Many teams approach help articles and documentation as a simple writing task, following a familiar documentation process: plan, write, edit, review. On the surface, this looks like the right way to work. The steps are sensible, the workflow feels complete, and nothing appears to be missing.
That sense of completeness is exactly what makes the problem hard to see. The process moves content forward, but it doesn’t define what the documentation is meant to do or how information should be organized across the system.
Let’s look at how this shows up in each phase of content creation.
Contents
Phase 1: Planning
In documentation, planning usually stops too early. Teams might agree on the audience, define a rough scope, and choose a format, then move quickly into drafting.
That’s where problems begin.
The questions about audience, scope, and format are necessary, but not sufficient in themselves. What’s usually missing:
- What job is this article responsible for doing?
- What type of content is this?
- Where does this information fit in the system?
- What should not be included here?
If those decisions aren’t made, writers are forced to make structural decisions as they go. What to explain, what to skip, what to leave for later. Without clear boundaries, scope drifts, explanations accumulate, and the article grows longer without becoming clearer. The lack of intent shows on the page.
Effective planning is about setting constraints early to make writing easier, faster, and far more consistent.
Phase 2: Collecting information
Once planning feels “done,” teams move into information gathering: talk to stakeholders, read internal documents, review specifications, and gather input from subject matter experts.
The risk here is volume without filtering.
Without clear structure and intent:
- Everything feels relevant
- Nothing feels optional
- Articles become a mix of concepts, edge cases, and historical context
Information gathering should revolve around one question:
What does the reader need to succeed – no more, no less?
Once this question sets the boundary, content stops expanding uncontrollably and starts serving a clear purpose for the reader.
Phase 3: Writing & editing
This is where teams spend the most time and get stuck rewriting the same content over and over.
When documentation feels unclear, the instinct is to rewrite: simplify language, shorten sentences, adjust tone, reorganize paragraphs. The assumption is that clarity lives in the wording.
All of that matters. Yet none of it fixes structural confusion.
Sentences get cleaner, but the article still feels heavy. Sections move around, but the reader still hesitates. Each rewrite improves the surface without fixing the underlying uncertainty.
When structure and intent are clear, drafting new articles becomes a mechanical step rather than a creative struggle. Writers follow a known pattern, editors focus on accuracy and consistency, and clarity emerges naturally.
Phase 4: Proofreading & reviewing
By the time documentation reaches the review phase, most of the important decisions have already been made. At this stage, reviewers can catch surface-level issues: grammar, terminology, formatting, and factual accuracy. Subject matter experts can confirm that instructions match the product and that nothing critical is incorrect.
What they can’t do is redefine the article’s purpose.
If an article tries to explain, instruct, and justify at the same time, a review won’t fix that. If the scope or structure are unclear, reviewers may sense that something is off, but they usually lack the mandate to change it.
This is why review often feels unsatisfying. Teams polish what’s already there instead of questioning whether the article should exist in its current form at all. Proofreading and review are necessary steps, but they only work when earlier decisions about intent and structure are already in place.
Documentation needs design, not just process
The four phases themselves aren’t wrong. Planning, information gathering, writing, and review all matter. The problem is treating them as a substitute for decisions that should already exist.
Relying on them instead of a documentation system.
When documentation lacks clear intent, content types, and structural rules, every phase becomes harder than it needs to be. Planning loses focus, information accumulates, writing turns into guesswork, and review arrives too late to change what actually went wrong.
This is why improving documentation isn’t primarily a writing challenge. It’s a systems problem, and writing is only one part of it.
This is the gap the Knowledge Base System is designed to address: better decisions made early and used consistently.
If your documentation keeps falling behind, there’s a reason
It’s almost never a writing problem. Book a free diagnostic call to find out what’s actually causing it and where to start fixing it.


Pull every "Harmonogram" line out of the data below.

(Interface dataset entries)
BEGIN

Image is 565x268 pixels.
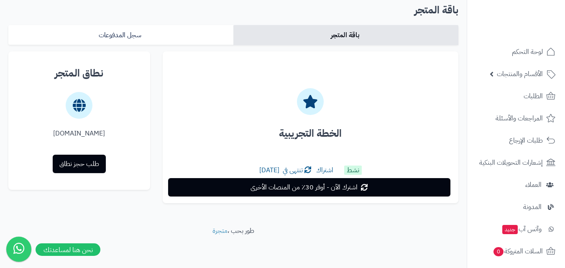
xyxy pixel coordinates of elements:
[512,46,543,58] span: لوحة التحكم
[169,125,452,142] h4: الخطة التجريبية
[53,155,106,173] a: طلب حجز نطاق
[15,129,144,138] div: [DOMAIN_NAME]
[344,166,362,175] label: نشط
[480,157,543,169] span: إشعارات التحويلات البنكية
[213,226,228,236] a: متجرة
[508,23,557,41] img: logo-2.png
[472,131,560,151] a: طلبات الإرجاع
[472,42,560,62] a: لوحة التحكم
[472,153,560,173] a: إشعارات التحويلات البنكية
[523,201,542,213] span: المدونة
[316,165,333,175] span: اشتراك
[8,2,459,19] h2: باقة المتجر
[472,175,560,195] a: العملاء
[496,113,543,124] span: المراجعات والأسئلة
[472,108,560,128] a: المراجعات والأسئلة
[524,90,543,102] span: الطلبات
[233,25,459,45] a: باقة المتجر
[168,178,451,197] a: اشترك الآن - أوفر 30٪ من المنصات الأخرى
[472,219,560,239] a: وآتس آبجديد
[493,246,543,257] span: السلات المتروكة
[8,25,233,45] a: سجل المدفوعات
[472,241,560,262] a: السلات المتروكة0
[472,197,560,217] a: المدونة
[503,225,518,234] span: جديد
[259,165,303,175] span: تنتهى في [DATE]
[526,179,542,191] span: العملاء
[472,86,560,106] a: الطلبات
[509,135,543,146] span: طلبات الإرجاع
[497,68,543,80] span: الأقسام والمنتجات
[251,182,358,192] span: اشترك الآن - أوفر 30٪ من المنصات الأخرى
[502,223,542,235] span: وآتس آب
[15,65,144,82] h4: نطاق المتجر
[494,247,504,256] span: 0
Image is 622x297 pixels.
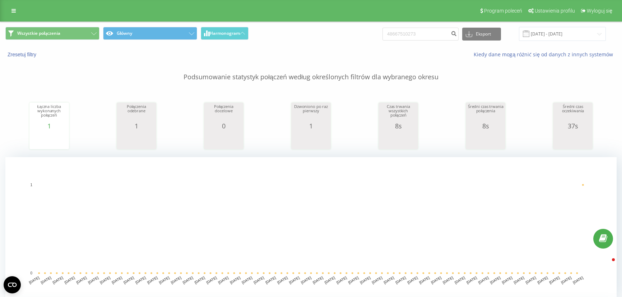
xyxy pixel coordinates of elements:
div: Dzwoniono po raz pierwszy [293,105,329,123]
button: Zresetuj filtry [5,51,40,58]
text: 0 [30,272,32,276]
text: [DATE] [28,276,40,285]
div: 1 [119,123,154,130]
text: [DATE] [52,276,64,285]
text: [DATE] [206,276,218,285]
text: [DATE] [419,276,430,285]
button: Harmonogram [201,27,249,40]
text: [DATE] [430,276,442,285]
span: Program poleceń [484,8,522,14]
text: [DATE] [289,276,300,285]
a: Kiedy dane mogą różnić się od danych z innych systemów [474,51,617,58]
svg: A chart. [468,130,504,151]
text: [DATE] [170,276,182,285]
span: Wyloguj się [587,8,613,14]
svg: A chart. [31,130,67,151]
svg: A chart. [206,130,242,151]
svg: A chart. [119,130,154,151]
text: [DATE] [64,276,75,285]
text: [DATE] [513,276,525,285]
div: Średni czas oczekiwania [555,105,591,123]
text: [DATE] [87,276,99,285]
text: [DATE] [218,276,230,285]
div: 8s [468,123,504,130]
text: [DATE] [549,276,561,285]
text: [DATE] [537,276,549,285]
text: [DATE] [454,276,466,285]
svg: A chart. [555,130,591,151]
div: 0 [206,123,242,130]
text: [DATE] [111,276,123,285]
text: [DATE] [194,276,206,285]
text: [DATE] [336,276,348,285]
div: Łączna liczba wykonanych połączeń [31,105,67,123]
text: [DATE] [99,276,111,285]
button: Eksport [462,28,501,41]
text: [DATE] [229,276,241,285]
text: [DATE] [241,276,253,285]
svg: A chart. [380,130,416,151]
text: [DATE] [561,276,572,285]
text: [DATE] [407,276,419,285]
text: [DATE] [75,276,87,285]
text: [DATE] [147,276,158,285]
text: [DATE] [277,276,289,285]
div: 37s [555,123,591,130]
span: Wszystkie połączenia [17,31,60,36]
text: [DATE] [478,276,490,285]
div: Połączenia docelowe [206,105,242,123]
text: [DATE] [525,276,537,285]
span: Ustawienia profilu [535,8,575,14]
text: [DATE] [123,276,135,285]
div: Czas trwania wszystkich połączeń [380,105,416,123]
text: [DATE] [348,276,360,285]
svg: A chart. [293,130,329,151]
span: Harmonogram [210,31,240,36]
text: [DATE] [502,276,513,285]
text: [DATE] [490,276,502,285]
div: 1 [31,123,67,130]
button: Wszystkie połączenia [5,27,100,40]
div: 8s [380,123,416,130]
text: [DATE] [360,276,372,285]
div: 1 [293,123,329,130]
text: [DATE] [300,276,312,285]
text: [DATE] [135,276,147,285]
text: 1 [30,183,32,187]
text: [DATE] [383,276,395,285]
div: Średni czas trwania połączenia [468,105,504,123]
text: [DATE] [442,276,454,285]
text: [DATE] [40,276,52,285]
text: [DATE] [372,276,383,285]
text: [DATE] [312,276,324,285]
button: Open CMP widget [4,277,21,294]
input: Wyszukiwanie według numeru [383,28,459,41]
text: [DATE] [182,276,194,285]
text: [DATE] [158,276,170,285]
button: Główny [103,27,197,40]
text: [DATE] [324,276,336,285]
iframe: Intercom live chat [598,257,615,274]
text: [DATE] [395,276,407,285]
p: Podsumowanie statystyk połączeń według określonych filtrów dla wybranego okresu [5,58,617,82]
div: Połączenia odebrane [119,105,154,123]
text: [DATE] [265,276,277,285]
text: [DATE] [572,276,584,285]
text: [DATE] [253,276,265,285]
text: [DATE] [466,276,478,285]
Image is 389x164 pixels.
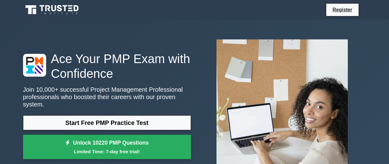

END

Your solution:
button: Harmonogram [201,27,249,40]
span: Harmonogram [210,31,240,36]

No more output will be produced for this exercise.